H. P. Lovecraft, on the other hand, has been discussed more exhaustively than any writer in the field, including Poe. My H. P. Lovecraft: A Comprehensive Bibliography (University of Tampa Press, 2009) supplies a wealth of citations of books, articles, and other works on Lovecraft.

Writers of the mid-twentieth century are also somewhat underdiscussed, although Ray Bradbury has been perspicaciously treated in Jonathan R. Eller and William Touponce’s Ray Bradbury: The Life of Fiction (Kent State University Press, 2004) and in Eller’s Becoming Ray Bradbury (University of Illinois Press, 2011), the first of a two-volume set. Shirley Jackson is finally receiving some attention, as witness Judy Oppenheimer’s biography (Putnam, 1988), Joan Wylie Hall’s Shirley Jackson: A Study of the Short Fiction (Twayne, 1993), and Darryl Hattenhauer’s Shirley Jackson’s American Gothic (State University of New York Press, 2003). Rod Serling has been the subject of two biographies, by Joel Engel (Contemporary Books, 1986) and Gordon F. Sander (Dutton, 1992). See also Marc Scott Zicree’s The Twilight Zone Companion (Silman-James Press, 1992).

Robert Aickman is criminally underappreciated, but Gary William Crawford’s Robert Aickman: An Introduction (Gothic Press, 2003) and Philip Challinor’s Akin to Poetry: Observations on Some Strange Tales of Robert Aickman (Gothic Press, 2010) offer numerous insights.

Books on Stephen King abound, but few are of any value. Two Twayne volumes, by Joseph Reino (1988) and Tony Magistrale (1992), are no more than adequate. The same can be said for Bette B. Roberts’s book on Anne Rice (Twayne, 1994).

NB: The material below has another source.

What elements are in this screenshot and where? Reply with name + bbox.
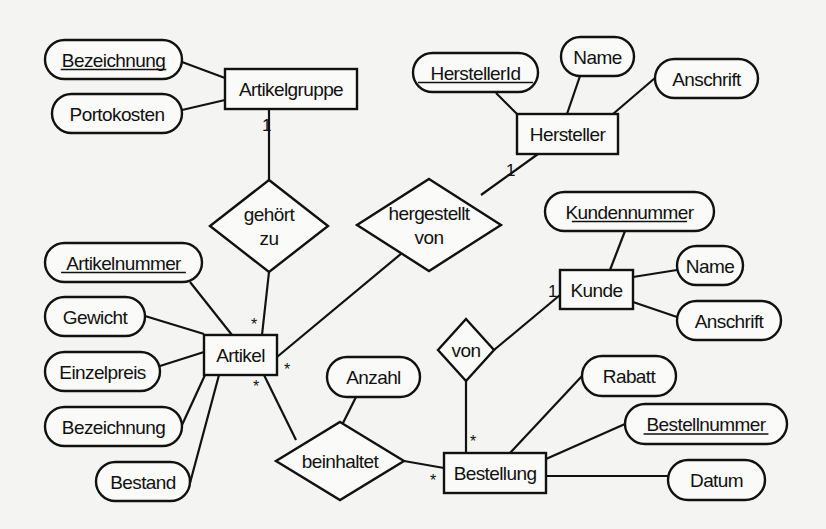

Douglas E. Winter’s Clive Barker: The Dark Fantastic (HarperCollins, 2001) is an interesting treatment of that author, as is Bill Sheehan’s At the Foot of the Story Tree (Subterranean Press, 2000), a study of Peter Straub.

My own Ramsey Campbell and Modern Horror Fiction (Liverpool University Press, 2001) covers Campbell’s fiction up to about the year 2000. The Thomas Ligotti Reader, edited by Darrell Schweitzer (Wildside Press, 2003) is an excellent compilation.